TL;DR

MTF (Margin Trading Facility) lets you buy more shares than your cash allows — your broker funds the rest and charges daily interest, typically around 0.03–0.05% per day (≈9–18% a year), depending on the broker. It's powerful for swing trading, but the interest quietly eats returns, so your journal must track the funded amount and the true cost.

Margin Trading Facility (MTF) is a SEBI-regulated product that lets you buy stocks by paying only part of the value upfront — the initial margin — while your broker funds the rest. The shares you buy are pledged as collateral until you repay or sell. In plain terms: MTF turns limited capital into larger buying power, and you pay interest on the borrowed money.

It's only available on a defined list of liquid stocks and ETFs (SEBI's Group I securities), and it typically offers up to around 4–5x buying power, depending on the stock and broker.

How the interest works

This is the part traders underestimate. Interest is charged daily, on the funded amount only (not your whole position), from the day after purchase until you square off. Rates vary by broker — broadly in the range of 0.03% to 0.05% per day, which works out to roughly 9% to 18% per year. The longer you hold, the more you pay.

A worked example

Say you want a position worth ₹4,00,000 but have ₹1,00,000 in cash. Under MTF, your broker funds the remaining ₹3,00,000.

At an interest rate of 0.04% per day on the funded amount:

  • Daily interest = ₹3,00,000 × 0.04% = ₹120 per day
  • Hold for 10 days = ₹120 × 10 = ₹1,200 in interest
  • Hold for 30 days = ₹3,600

That ₹3,600 comes straight out of your profit. If the stock moved up 2% (₹8,000 gain on the ₹4,00,000 position), your real gain after interest is ₹4,400 — and if the stock went sideways for a month, you paid ₹3,600 to hold a position that did nothing. (Rates differ by broker, so check yours — some are as low as ~0.025%/day, others higher.)

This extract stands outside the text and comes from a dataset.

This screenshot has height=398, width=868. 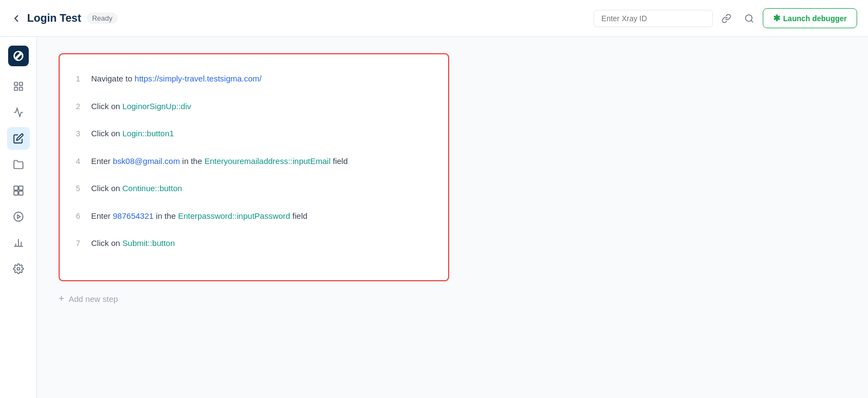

Why most journals get MTF wrong

Generic journals treat an MTF buy like a normal delivery trade. They record the entry and exit price and call it a day — completely missing the funding cost accruing underneath. That means your journal shows a profit the market gave you, not the profit you actually kept. For a swing trader holding leveraged positions for weeks, that gap is the difference between "this strategy works" and "this strategy works before interest."

What your journal must track for MTF

  • Funded amount — how much the broker lent on this position.
  • Daily interest accrued — and the running total as you hold.
  • Holding days — interest is a function of time, so this is half the cost.
  • True net P&L — outcome after interest, brokerage, STT, GST and stamp duty.
  • A clear MTF tag — so you can review MTF trades as their own category and see whether the leverage is actually earning its cost.

The honest question MTF forces you to ask, every time: did this trade make more than it cost to fund? You can only answer that if your journal tracks the cost.

From the makers

QbarTrade is built around Indian market realities — it tracks your MTF funded amount, accrues the daily interest automatically, and folds brokerage, STT, GST and MTF cost into your true Net P&L, per position and per broker. No spreadsheet gymnastics. See MTF tracking · Try the brokerage calculator.

Educational content only, not investment advice. MTF uses leverage and can amplify losses as well as gains.